MARKET MODELS FOR MACHINE LEARNING -
REINFORCEMENT LEARNING ECONOMIES


Holland invented the first reinforcement learning (RL) economy (Proc. Intl. Conf. on Genetic Algorithms, Hillsdale, NJ, 1985). His "bucket brigade algorithm" for multiagent systems tries to solve a given complex task as follows. The world gives money to agents which happen to execute the final step of a solution to the problem. In any given round, agents can bid for and buy the right to act from other agents. By acting they may achieve desirable subgoals setting the stage for subsequently active agents. Then they may sell the right to act to the highest-bidding agents in the next round, thus hopefully making a profit. Bankrupt agents are removed and replaced by mutated ones endowed with an initial amount of money. The entire system learns in the sense that useful and profitable specialists for subtasks survive.
Holland's economy suffered from certain drawbacks though. For instance, there is no credit conservation law --- money can be generated out of nothing. This was overcome in 1987: Pages 23-51 of ref [1] are devoted to a reinforcement learning approach called "prototypical self-referential learning mechanisms" (PSALM 1 - PSALM 3). PSALMs use competing "metalearning" agents with actions for generating and connecting agents and for assigning credit to agents, subject to the constraint that total credit is conserved (except for external reward and consumption). Apparently this was the first credit-conserving RL economy.

Refs [2,3] describe a related but less general credit-conserving RL economy of neurons. External reward pays incoming weights of currently active output units. Active unit U's outgoing weights to other active units pay to U's incoming weights (money = weight substance). Competition stems from partitioning the set of units into winner-take-all subsets. Apparently this was the second credit-conserving RL economy.

4.
I. Kwee, M. Hutter, J. Schmidhuber. Market-Based Reinforcement Learning in Partially Observable Worlds. In G. Dorffner, H. Bischof, K. Hornik, eds., Proceedings of Int. Conf. on Artificial Neural Networks ICANN'01, Vienna, LNCS 2130, pages 865-873, Springer, 2001.

3.
J. Schmidhuber. A local learning algorithm for dynamic feedforward and recurrent networks. Connection Science, 1(4):403-412, 1989. (The Neural Bucket Brigade - figures omitted!) PDF. HTML.

2.
J.  Schmidhuber. The neural bucket brigade. In R. Pfeifer, Z. Schreter, Z. Fogelman, and L. Steels, editors, Connectionism in Perspective, pages 439-446. Amsterdam: Elsevier, North-Holland, 1989.

1.
J.  Schmidhuber. Evolutionary principles in self-referential learning, or on learning how to learn: The meta-meta-... hook. Diploma thesis, Institut für Informatik, Technische Universität München, 1987. HTML.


*WHAT YOU WILL DO*: What lines in the entries below contain the word "image"? Copy all of them.

-------

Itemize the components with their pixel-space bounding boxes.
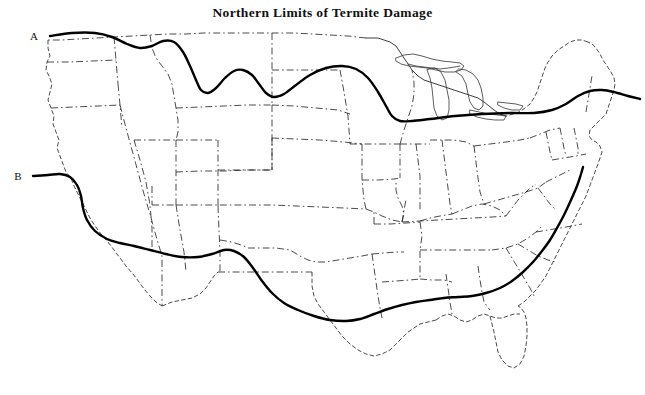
line-b-label: B (14, 170, 21, 182)
us-termite-map: A B (0, 0, 645, 395)
termite-limit-line-b (33, 167, 583, 321)
national-outline (46, 33, 615, 368)
great-lakes (396, 54, 523, 120)
map-figure: Northern Limits of Termite Damage (0, 0, 645, 395)
line-a-label: A (30, 30, 38, 42)
termite-limit-line-a (50, 33, 640, 122)
state-boundaries (47, 33, 592, 318)
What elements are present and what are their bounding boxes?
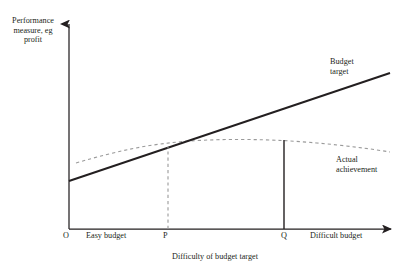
- axis-region-label-easy-budget: Easy budget: [86, 231, 126, 241]
- axis-label-point-q: Q: [281, 231, 287, 241]
- axis-region-label-difficult-budget: Difficult budget: [310, 231, 362, 241]
- axis-label-point-p: P: [163, 231, 168, 241]
- y-axis-title: Performance measure, eg profit: [4, 16, 62, 45]
- x-axis-title: Difficulty of budget target: [120, 252, 310, 262]
- axis-label-origin: O: [63, 231, 69, 241]
- series-label-actual-achievement: Actual achievement: [336, 155, 406, 174]
- series-label-budget-target: Budget target: [330, 57, 390, 76]
- budget-difficulty-performance-chart: Performance measure, eg profit Budget ta…: [0, 0, 411, 270]
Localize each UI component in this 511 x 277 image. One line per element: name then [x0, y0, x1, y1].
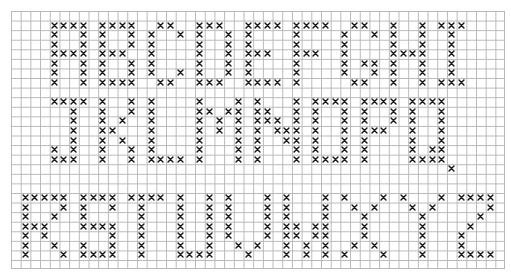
x-mark-icon	[292, 145, 302, 155]
x-mark-icon	[311, 231, 321, 241]
x-mark-icon	[243, 68, 253, 78]
x-mark-icon	[447, 49, 457, 59]
x-mark-icon	[427, 154, 437, 164]
x-mark-icon	[117, 49, 127, 59]
x-mark-icon	[389, 39, 399, 49]
x-mark-icon	[204, 241, 214, 251]
x-mark-icon	[340, 97, 350, 107]
x-mark-icon	[369, 68, 379, 78]
x-mark-icon	[195, 154, 205, 164]
x-mark-icon	[204, 202, 214, 212]
x-mark-icon	[146, 30, 156, 40]
x-mark-icon	[340, 154, 350, 164]
x-mark-icon	[418, 212, 428, 222]
x-mark-icon	[389, 20, 399, 30]
x-mark-icon	[437, 116, 447, 126]
x-mark-icon	[195, 135, 205, 145]
x-mark-icon	[292, 59, 302, 69]
x-mark-icon	[49, 78, 59, 88]
x-mark-icon	[340, 126, 350, 136]
x-mark-icon	[253, 116, 263, 126]
x-mark-icon	[292, 20, 302, 30]
x-mark-icon	[146, 193, 156, 203]
x-mark-icon	[88, 221, 98, 231]
x-mark-icon	[369, 202, 379, 212]
x-mark-icon	[369, 126, 379, 136]
x-mark-icon	[98, 78, 108, 88]
x-mark-icon	[20, 241, 30, 251]
x-mark-icon	[195, 39, 205, 49]
x-mark-icon	[59, 97, 69, 107]
x-mark-icon	[204, 250, 214, 260]
x-mark-icon	[418, 39, 428, 49]
x-mark-icon	[127, 30, 137, 40]
x-mark-icon	[234, 135, 244, 145]
x-mark-icon	[418, 250, 428, 260]
x-mark-icon	[476, 250, 486, 260]
x-mark-icon	[214, 78, 224, 88]
x-mark-icon	[369, 30, 379, 40]
x-mark-icon	[59, 250, 69, 260]
x-mark-icon	[437, 145, 447, 155]
x-mark-icon	[224, 106, 234, 116]
x-mark-icon	[234, 126, 244, 136]
x-mark-icon	[398, 49, 408, 59]
x-mark-icon	[127, 193, 137, 203]
x-mark-icon	[127, 68, 137, 78]
x-mark-icon	[79, 212, 89, 222]
x-mark-icon	[360, 154, 370, 164]
x-mark-icon	[79, 78, 89, 88]
x-mark-icon	[195, 20, 205, 30]
x-mark-icon	[49, 193, 59, 203]
x-mark-icon	[204, 193, 214, 203]
x-mark-icon	[243, 78, 253, 88]
x-mark-icon	[437, 97, 447, 107]
x-mark-icon	[175, 212, 185, 222]
x-mark-icon	[272, 116, 282, 126]
x-mark-icon	[79, 241, 89, 251]
x-mark-icon	[69, 126, 79, 136]
x-mark-icon	[282, 126, 292, 136]
x-mark-icon	[292, 231, 302, 241]
x-mark-icon	[59, 49, 69, 59]
x-mark-icon	[427, 145, 437, 155]
x-mark-icon	[321, 193, 331, 203]
x-mark-icon	[195, 30, 205, 40]
x-mark-icon	[456, 231, 466, 241]
x-mark-icon	[340, 250, 350, 260]
x-mark-icon	[292, 68, 302, 78]
x-mark-icon	[263, 231, 273, 241]
x-mark-icon	[69, 135, 79, 145]
x-mark-icon	[360, 78, 370, 88]
x-mark-icon	[214, 20, 224, 30]
x-mark-icon	[263, 106, 273, 116]
x-mark-icon	[282, 250, 292, 260]
x-mark-icon	[389, 78, 399, 88]
x-mark-icon	[49, 30, 59, 40]
x-mark-icon	[175, 193, 185, 203]
x-mark-icon	[108, 202, 118, 212]
x-mark-icon	[146, 154, 156, 164]
x-mark-icon	[175, 30, 185, 40]
x-mark-icon	[79, 193, 89, 203]
x-mark-icon	[321, 221, 331, 231]
x-mark-icon	[311, 20, 321, 30]
x-mark-icon	[98, 116, 108, 126]
x-mark-icon	[204, 212, 214, 222]
x-mark-icon	[418, 97, 428, 107]
x-mark-icon	[340, 135, 350, 145]
x-mark-icon	[234, 154, 244, 164]
x-mark-icon	[272, 126, 282, 136]
x-mark-icon	[360, 221, 370, 231]
x-mark-icon	[408, 49, 418, 59]
x-mark-icon	[408, 106, 418, 116]
x-mark-icon	[263, 116, 273, 126]
x-mark-icon	[301, 241, 311, 251]
x-mark-icon	[389, 68, 399, 78]
x-mark-icon	[282, 212, 292, 222]
x-mark-icon	[311, 106, 321, 116]
x-mark-icon	[321, 250, 331, 260]
x-mark-icon	[311, 145, 321, 155]
x-mark-icon	[224, 212, 234, 222]
x-mark-icon	[156, 78, 166, 88]
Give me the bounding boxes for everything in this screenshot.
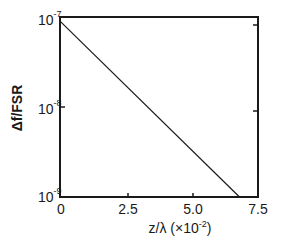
chart: 10-7 10-8 10-9 0 2.5 5.0 7.5 z/λ (×10-2)…: [0, 0, 282, 246]
y-axis-label: Δf/FSR: [9, 85, 25, 132]
plot-frame: [60, 17, 258, 197]
data-line: [60, 21, 240, 197]
x-tick-label-0: 0: [57, 201, 65, 217]
x-tick-labels: 0 2.5 5.0 7.5: [57, 201, 268, 217]
y-ticks: [60, 25, 258, 111]
x-axis-label: z/λ (×10-2): [149, 219, 212, 236]
x-tick-label-7.5: 7.5: [248, 201, 268, 217]
y-tick-label-1e-8: 10-8: [38, 98, 62, 117]
y-tick-label-1e-7: 10-7: [38, 9, 62, 28]
x-tick-label-5.0: 5.0: [183, 201, 203, 217]
x-tick-label-2.5: 2.5: [118, 201, 138, 217]
y-tick-labels: 10-7 10-8 10-9: [38, 9, 62, 205]
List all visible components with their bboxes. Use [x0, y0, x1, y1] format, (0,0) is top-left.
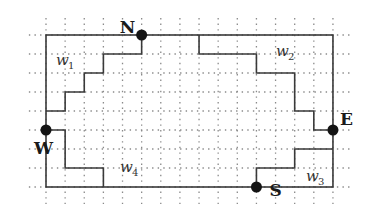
w1-path: [46, 35, 142, 111]
point-e-label: E: [340, 109, 353, 129]
point-w-label: W: [33, 138, 54, 158]
point-n-dot: [136, 30, 147, 41]
point-s-dot: [251, 182, 262, 193]
point-w-dot: [41, 125, 52, 136]
w2-path: [199, 35, 333, 130]
compass-points: NWES: [33, 17, 353, 200]
w4-path: [46, 130, 103, 187]
point-s-label: S: [269, 180, 281, 200]
point-n-label: N: [120, 17, 136, 37]
region-w4-subscript: 4: [132, 167, 138, 178]
lattice-diagram: NWES w1w2w3w4: [0, 0, 370, 212]
point-e-dot: [327, 125, 338, 136]
region-w3-subscript: 3: [318, 176, 324, 187]
region-w2-subscript: 2: [288, 51, 294, 62]
region-labels: w1w2w3w4: [56, 42, 324, 187]
region-w1-subscript: 1: [68, 60, 74, 71]
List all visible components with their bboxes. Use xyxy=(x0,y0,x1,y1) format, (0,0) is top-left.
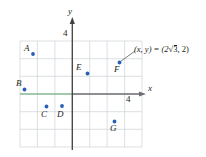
x-axis-tick-4: 4 xyxy=(126,95,131,104)
callout-prefix: (x, y) = (2 xyxy=(134,44,169,54)
point-label-F: F xyxy=(114,65,120,74)
x-axis-arrowhead xyxy=(139,91,146,96)
callout-suffix: , 2) xyxy=(177,44,188,54)
callout-leader-line xyxy=(121,51,136,62)
point-E xyxy=(86,72,90,76)
point-label-A: A xyxy=(24,44,30,53)
y-axis-tick-4: 4 xyxy=(63,29,68,38)
y-axis-arrowhead xyxy=(70,17,75,24)
point-label-D: D xyxy=(57,110,64,119)
square-root-symbol: √3 xyxy=(169,45,178,54)
plot-canvas xyxy=(0,0,206,157)
point-label-B: B xyxy=(16,79,22,88)
coordinate-callout: (x, y) = (2√3, 2) xyxy=(134,45,189,54)
point-B xyxy=(23,88,27,92)
point-label-E: E xyxy=(76,63,82,72)
coordinate-plane-figure: A B C D E F G y x 4 4 (x, y) = (2√3, 2) xyxy=(0,0,206,157)
point-label-G: G xyxy=(110,124,117,133)
point-D xyxy=(60,104,64,108)
point-label-C: C xyxy=(41,110,47,119)
y-axis-label: y xyxy=(68,7,72,16)
point-C xyxy=(45,105,49,109)
x-axis-label: x xyxy=(148,84,152,93)
point-A xyxy=(31,52,35,56)
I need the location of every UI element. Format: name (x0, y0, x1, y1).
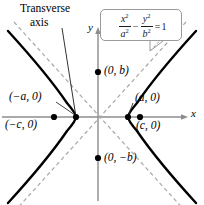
point-co-vertex-bottom (95, 155, 101, 161)
equation-content: x2 a2 − y2 b2 = 1 (101, 10, 183, 42)
y-axis (95, 27, 101, 201)
label-focus-right: (c, 0) (136, 120, 160, 132)
transverse-axis-label-line2: axis (30, 16, 49, 29)
point-vertex-right (125, 114, 131, 120)
equals-sign: = (155, 21, 161, 32)
y-axis-label: y (88, 22, 93, 33)
label-vertex-left: (−a, 0) (9, 91, 42, 103)
label-co-vertex-bottom: (0, −b) (104, 152, 137, 164)
hyperbola-figure: Transverse axis x2 a2 − y2 b2 = 1 y x (−… (0, 0, 204, 205)
point-focus-left (51, 114, 57, 120)
minus-operator: − (133, 21, 139, 32)
fraction-numerator-x: x2 (119, 13, 131, 25)
point-co-vertex-top (95, 69, 101, 75)
label-vertex-right: (a, 0) (135, 92, 160, 104)
point-vertex-left (73, 114, 79, 120)
equation-callout-box: x2 a2 − y2 b2 = 1 (100, 9, 182, 41)
fraction-x-over-a: x2 a2 (119, 13, 131, 39)
equation-rhs: 1 (161, 21, 166, 32)
transverse-axis-label-line1: Transverse (20, 2, 70, 15)
x-axis-label: x (191, 108, 196, 119)
asymptotes (14, 22, 186, 205)
fraction-denominator-b: b2 (141, 26, 153, 39)
fraction-numerator-y: y2 (141, 13, 153, 25)
label-co-vertex-top: (0, b) (104, 65, 129, 77)
label-focus-left: (−c, 0) (5, 119, 37, 131)
fraction-denominator-a: a2 (119, 26, 131, 39)
fraction-y-over-b: y2 b2 (141, 13, 153, 39)
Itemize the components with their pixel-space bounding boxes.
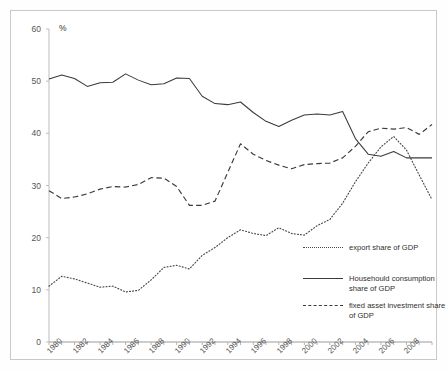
x-tick-1980: 1980 [45, 336, 64, 355]
legend-label-export-share: export share of GDP [349, 243, 448, 253]
y-tick-0: 0 [19, 337, 41, 347]
chart-page: % 60 50 40 30 20 10 0 [0, 0, 448, 371]
legend-label-fixed-asset-investment: fixed asset investment share of GDP [349, 301, 448, 320]
y-tick-10: 10 [19, 285, 41, 295]
clipped-title [0, 0, 448, 7]
y-tick-30: 30 [19, 181, 41, 191]
chart-frame: % 60 50 40 30 20 10 0 [10, 10, 437, 360]
series-line-household-consumption-share [49, 74, 432, 158]
series-line-fixed-asset-investment-share [49, 124, 432, 205]
legend-swatch-dashed-line-icon [303, 305, 343, 307]
legend-swatch-solid-line-icon [303, 278, 343, 280]
legend-swatch-dotted-line-icon [303, 247, 343, 249]
legend-item-fixed-asset-investment[interactable]: fixed asset investment share of GDP [303, 301, 448, 320]
legend-label-household-consumption: Househould consumption share of GDP [349, 274, 448, 293]
y-tick-20: 20 [19, 233, 41, 243]
chart-legend: export share of GDP Househould consumpti… [303, 243, 448, 323]
y-tick-60: 60 [19, 24, 41, 34]
y-tick-40: 40 [19, 128, 41, 138]
y-tick-50: 50 [19, 76, 41, 86]
legend-item-household-consumption[interactable]: Househould consumption share of GDP [303, 274, 448, 293]
legend-spacer [303, 257, 448, 274]
legend-item-export-share[interactable]: export share of GDP [303, 243, 448, 255]
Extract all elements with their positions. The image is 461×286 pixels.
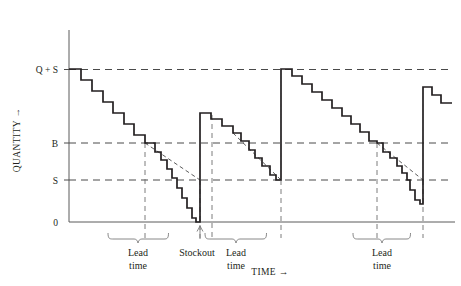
- lead-time-2-label-line2: time: [227, 260, 245, 271]
- brace-lead-time-1: [108, 233, 169, 243]
- stockout-label: Stockout: [179, 247, 215, 258]
- x-axis-title: TIME →: [251, 267, 289, 277]
- lead-time-3-label-line1: Lead: [372, 247, 392, 258]
- y-tick-label-s: S: [53, 176, 58, 186]
- y-tick-label-q-plus-s: Q + S: [36, 65, 58, 75]
- stockout-arrow-icon: [197, 226, 203, 239]
- lead-time-1-label-line2: time: [129, 260, 147, 271]
- y-axis-title: QUANTITY →: [12, 108, 22, 173]
- brace-lead-time-3: [353, 233, 411, 243]
- lead-time-1-label-line1: Lead: [128, 247, 148, 258]
- lead-time-2-label-line1: Lead: [226, 247, 246, 258]
- inventory-level-staircase: [69, 69, 452, 222]
- lead-time-projection-3: [377, 143, 423, 180]
- y-tick-label-b: B: [52, 139, 58, 149]
- inventory-sawtooth-chart: Q + S B S 0 QUANTITY → TIME → Lead time …: [0, 0, 461, 286]
- y-tick-label-zero: 0: [53, 218, 58, 228]
- chart-canvas: Q + S B S 0 QUANTITY → TIME → Lead time …: [0, 0, 461, 286]
- brace-lead-time-2: [205, 233, 267, 243]
- lead-time-3-label-line2: time: [373, 260, 391, 271]
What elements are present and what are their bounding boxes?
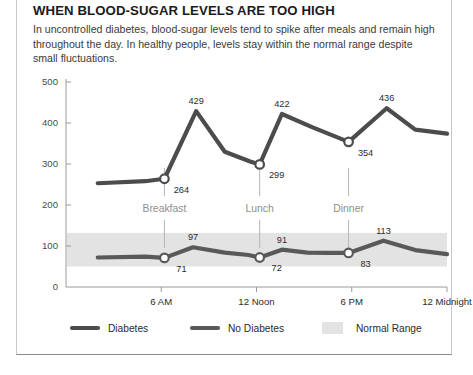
data-value-label: 71 xyxy=(176,264,186,274)
data-value-label: 429 xyxy=(189,96,204,106)
meal-label: Breakfast xyxy=(142,203,186,214)
data-point-marker xyxy=(344,249,353,258)
y-tick-label: 200 xyxy=(42,199,58,210)
data-value-label: 97 xyxy=(188,232,198,242)
data-point-marker xyxy=(344,138,353,147)
x-tick-label: 6 AM xyxy=(150,296,172,307)
legend-label: Normal Range xyxy=(356,323,422,334)
data-value-label: 354 xyxy=(358,148,373,158)
data-value-label: 72 xyxy=(272,263,282,273)
data-value-label: 113 xyxy=(376,226,391,236)
legend-label: Diabetes xyxy=(108,323,148,334)
chart-legend: DiabetesNo DiabetesNormal Range xyxy=(72,322,422,334)
data-point-marker xyxy=(255,160,264,169)
x-tick-label: 12 Midnight xyxy=(422,296,472,307)
y-tick-label: 500 xyxy=(42,76,58,87)
meal-label: Dinner xyxy=(333,203,364,214)
y-tick-label: 0 xyxy=(53,281,58,292)
y-tick-label: 400 xyxy=(42,117,58,128)
blood-sugar-line-chart: 0100200300400500 6 AM12 Noon6 PM12 Midni… xyxy=(0,0,473,375)
chart-container: 0100200300400500 6 AM12 Noon6 PM12 Midni… xyxy=(0,0,473,375)
x-tick-label: 12 Noon xyxy=(238,296,274,307)
data-point-marker xyxy=(160,254,169,263)
x-tick-label: 6 PM xyxy=(341,296,363,307)
y-axis-ticks: 0100200300400500 xyxy=(42,76,71,292)
legend-swatch-box xyxy=(322,322,343,334)
data-value-label: 436 xyxy=(379,93,394,103)
data-value-label: 264 xyxy=(174,185,189,195)
infographic-card: WHEN BLOOD-SUGAR LEVELS ARE TOO HIGH In … xyxy=(0,0,473,375)
data-value-label: 83 xyxy=(360,259,370,269)
meal-label: Lunch xyxy=(246,203,275,214)
data-point-marker xyxy=(255,253,264,262)
data-value-label: 422 xyxy=(274,99,289,109)
x-axis-ticks: 6 AM12 Noon6 PM12 Midnight xyxy=(150,287,472,307)
legend-label: No Diabetes xyxy=(228,323,284,334)
y-tick-label: 100 xyxy=(42,240,58,251)
data-value-label: 299 xyxy=(269,170,284,180)
y-tick-label: 300 xyxy=(42,158,58,169)
data-value-label: 91 xyxy=(277,235,287,245)
data-point-marker xyxy=(160,174,169,183)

-------

*EXERCISE SOLUTION*:
Localize each UI component in this 511 x 277 image. One line per element: name then [x0, y0, x1, y1].
Extract all elements with their positions. The image is 461×286 pixels.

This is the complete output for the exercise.